Again here I looked at I-Phones for a long time, noting that to get 32GB of storage took the price up from a basic £200 to a whopping £500.

I dug around a little and found that some phones, like the HTC Desire C, supported SD cards which could ramp the storage space up to equal the 32GB of a top of the range I-Phone, but at a fraction of the cost.

The HTC Desire C also came with the Dr Dre Beats audio bass booster which, unlike the obscenely overpriced Dr Dre Beats headphones, you can turn off whenever you want to listen to something that isn’t meant to be piledriven into your ears.

HTC Desire C – 2                                                                                        
I-Phone – 0

3)       Camera

You never know when the cat is going to vomit or a friend is about to be happy slapped and I decided I wanted to capture these treasured memories with a picture quality that wouldn’t turn out looking like a deleted scene in Paranormal Activity .  Again I undertook painstaking research (okay it’s the Internet) to deduce which phone would have an acceptable camera for what I wanted – i.e. very basic photography.
Nowadays I-Phones have a standard 8 Mega Pixel camera included as standard but back in the far distant days of early 2012 the 5MP camera of the HTC Desire C was as good as the 5MP camera on the I-Phone 4 and superior to the 3.2MP camera of the I-Phone 3GS.
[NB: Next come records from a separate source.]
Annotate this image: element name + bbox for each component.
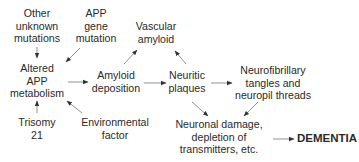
node-amyloid-deposition: Amyloid deposition [92,69,140,94]
node-vascular-amyloid: Vascular amyloid [136,20,176,45]
node-label-line: DEMENTIA [297,132,357,145]
node-label-line: factor [81,129,149,142]
arrow-neuritic-to-vascular [175,51,186,64]
node-label-line: Neurofibrillary [235,64,311,77]
node-label-line: metabolism [10,87,64,100]
node-altered-app-metabolism: Altered APP metabolism [10,62,64,100]
node-label-line: APP [10,75,64,88]
node-other-unknown-mutations: Other unknown mutations [14,7,60,45]
node-label-line: Other [14,7,60,20]
arrow-app-to-altered [66,48,80,62]
node-label-line: Amyloid [92,69,140,82]
node-label-line: transmitters, etc. [175,143,262,156]
node-label-line: Vascular [136,20,176,33]
node-label-line: deposition [92,82,140,95]
arrow-neurofibrillary-to-neuronal [244,102,258,116]
node-label-line: mutation [76,32,117,45]
node-environmental-factor: Environmental factor [81,116,149,141]
node-neuritic-plaques: Neuritic plaques [168,69,205,94]
node-label-line: Trisomy [18,116,55,129]
node-label-line: gene [76,20,117,33]
node-label-line: tangles and [235,77,311,90]
node-label-line: Neuritic [168,69,205,82]
node-label-line: Environmental [81,116,149,129]
arrow-amyloid-to-vascular [124,50,137,64]
node-label-line: mutations [14,32,60,45]
node-label-line: neuropil threads [235,89,311,102]
node-dementia: DEMENTIA [297,132,357,145]
node-label-line: plaques [168,82,205,95]
node-label-line: APP [76,7,117,20]
node-neuronal-damage: Neuronal damage, depletion of transmitte… [175,118,262,156]
node-label-line: unknown [14,20,60,33]
node-app-gene-mutation: APP gene mutation [76,7,117,45]
node-label-line: amyloid [136,33,176,46]
arrow-neuritic-to-neuronal [192,102,208,116]
node-trisomy-21: Trisomy 21 [18,116,55,141]
node-label-line: Neuronal damage, [175,118,262,131]
node-label-line: 21 [18,129,55,142]
node-label-line: Altered [10,62,64,75]
pathogenesis-diagram: Other unknown mutations APP gene mutatio… [0,0,359,162]
arrow-env-to-altered [67,101,82,113]
node-label-line: depletion of [175,131,262,144]
node-neurofibrillary-tangles: Neurofibrillary tangles and neuropil thr… [235,64,311,102]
Again it was difficult to see what advantage an I-Phone would give me here…

HTC Desire C – 3
I-Phone – 0

4)       Football Manager Handheld

In 2012 when I was looking for a new phone I was actually living in Mauritius without a computer or an internet connection in my house.  My days off work were spent lounging on a tropical beach reading and drinking cocktails and yet…something was missing.  No computer meant no Football Manager to occupy my waking thoughts and without this there was always going to be a hole in my life that needed to be filled.
So when Apple announced they were releasing Football Manager Handheld on the I-Phone it threw all my previous logical reasoning out of the window in favour of the inexorable purchase of an I-Phone Whatever.
Until Android announced they were bringing Football Manager Handheld to the HTC Desire C.

HTC Desire C – 4
I-Phone – 1

5)       Price

HTC Desire C - £100
I-Phone 4 - £500
I-Phone 3GS – £300

HTC Desire C – 5
I-Phone – 1

6)      Conclusion

What tipped the final balance was when I realised with horror that I had forgotten to check if any of these devices could actually make a phone call or receive a text message.

Desperately I went back to my research (yes alright the Internet) and promptly read an article that suggested the I-Phone 4 had ‘difficulties maintaining conversations if held incorrectly’.

With the final score a convincing 6-1 to HTC I packed away my charts and proudly marched to my local store to demand they fit my pocket with an HTC Desire C.

The store assistant smiled at me.

“Good choice sir,” he said, resting a reassuring hand gently on my arm, “Good choice”.


N.B. James is now planning to ditch his slow laggy HTC Desire C for an I-Phone Whatever which will enable him to use Garage Band and all the other apps he is currently using ‘second rate versions of’ on his HTC.